I actually disagree with a straight wealth tax, I believe the approach of adequately taxing the wealthy needs a more two pronged approach, which I happen to have pitched already, so I'll just copy paste that comment here to explain what I think will work instead:
I believe someone suggested loans collateralized on stock and other such speculative assets be taxed as realized gains, which should go a long way to stop the absolutely mindbogglingly obscene displays of mega wealth we've been seeing as of late.
As for income, there should be nominal brackets established at the 20th, 40th, 60th, 80th, 95th, and 99th percentiles of income for a given year, with 20th, 40th, and 60th percentile income taxed at the percent of national wealth each of those brackets owns, income in the 80th and 95th brackets being taxed at twice their respective shares of the national wealth, and income above the 99th income being taxed at three times their share of the national wealth. Then have a half a percent multiplier for every multiple of twenty times the median income of the 0-20 percentile bracket an income crosses.
Doesn't just tax the rich, it directly makes it their class interest to spread the wealth to lighten the crunch on their top dollar. The rich literally can get their own tax cuts by sharing the wealth.
It actually even incentivizes the ultra rich to police each other since one of them building up the riches too much hits all of them, meaning the rich will be eating each other whenever one of them steps out of line!
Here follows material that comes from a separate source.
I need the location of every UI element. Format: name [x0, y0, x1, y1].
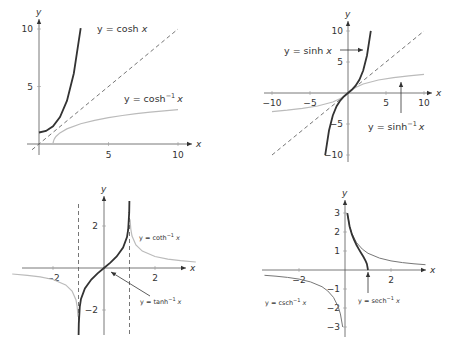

Can somebody please fix the bar scales? Nothing corresponds to anything else, and as such the difference between "millions" and "billions" is indicated by just 1 letter. Not to mention, there is no source for the data or indication why their rates are different (3.05% for Musk and Bezos, 0.309% for Gates).
I cannot see why anyone should ever have more than 10 million dollars. How much is the billionaire's fair share? Enough to bring them down to 10 million.
We could quibble on 10 million. Maybe it should be 1 million. But that is a separate end less interesting question.
I personally really hate the term "pay their fair share" because if it's implications. I would much rather hear something like "pay like the rest of us" because it's about percentages, not actual dollars.
The only gripe I have with this is settling for billionaires paying ‘their fair share’. That would have been acceptable if they paid that while hoarding these unimaginable levels of wealth.
At this point; the amount they should be due to pay should be punitive - to discourage anyone from attempting anything similar in the future.
Nearly all of us pay more than these clowns do, when considering the percent of our incomes. And most of us are losing savings or being forced to budget to the extreme these days.
Fuck the ultra rich that never give back. People like Musk are a fucking scourge to our entire society.
Look, our politicians are bought and paid for so I'm going to suggest something unorthodox here: we get the blood boys to float the idea of a wealth tax with these people.
A man's never as vulnerable and open to new ideas as when he's siphoning the life force from his best blood boy.
While I agree with the sentiment it's worth noting that this wealth isn't usually liquid. It's tied up in other assets. Like shares in companies. Liquidating those shares to pay a wealth tax will also dilute their influence in those companies. Not to mention liquidation comes with additional taxes.